I have no idea if this is true, but anyway it obscures a deeper truth: Ghostbusters: The Video Game is a truly glorious piece of fan service.
Honestly, this is lovely stuff, albeit clumsy and awkward as any game that was created in that period when everyone was grappling with what physics could be. The plot sort of reworks all your favourite moments from the films while moving things on, everywhere you look there are nods and in-jokes, plenty of surprising characters make cameo appearances and early on - swoon - you even get to knock around a pretty good digital version of the famous Firehouse.
Even better, though, is that, at the centre of it all is a wonderful take on the business of catching and trapping ghosts.
Forget Murray, here's something the game really had to get right: proton beams. Those angry, unpredictable arcs and scribbles of sparking light, singing everything they touch, bleaching faces with their stunning backwash, setting hairs on end. Ghostbusters (the video game) absolutely nails them. It's a thrill to set that energy loose in one of the game's cluttered, surprisingly dynamic locations, to weaken a ghost and then switch beam type to lasso them and drag them into the trap. Once the trap is open, there's that glorious sense of vacuum force, bringing everything towards the light. And then snap! It's all over and silence descends amidst the damage you have caused.

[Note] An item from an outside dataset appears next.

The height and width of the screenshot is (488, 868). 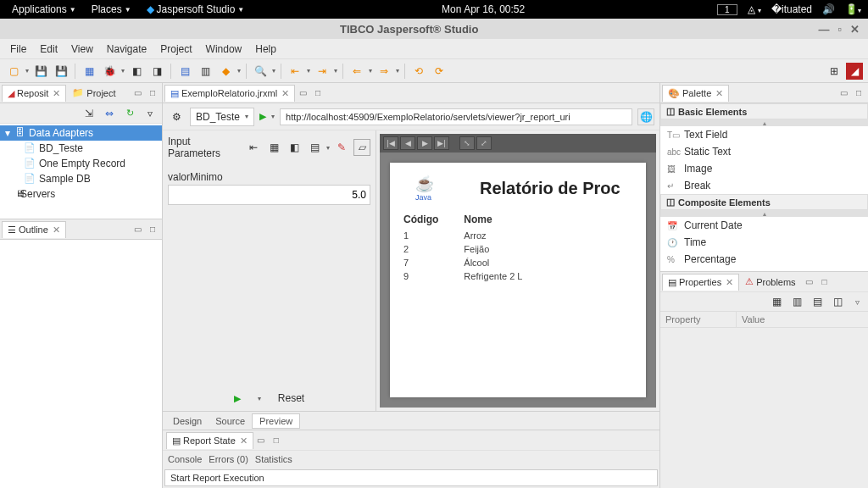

Back in the day us trainee Ghostbusters of the 1980s used to think about this stuff constantly, making traps from shoeboxes and cobbling together our own proton packs. That a video game, made so long after the films had come out, should put such effort into the feel of the thing is a perfect wonder - a wonder only matched, I would argue, by the fact that the game even opens with the correct iteration of the Columbia logo.
This isn't the best Ghostbusters game, then - there will always be a space in my heart for the David Crane version for the Commodore 64. But it's still a delight for a fan to poke their way through. And also: God, I miss Harold Ramis.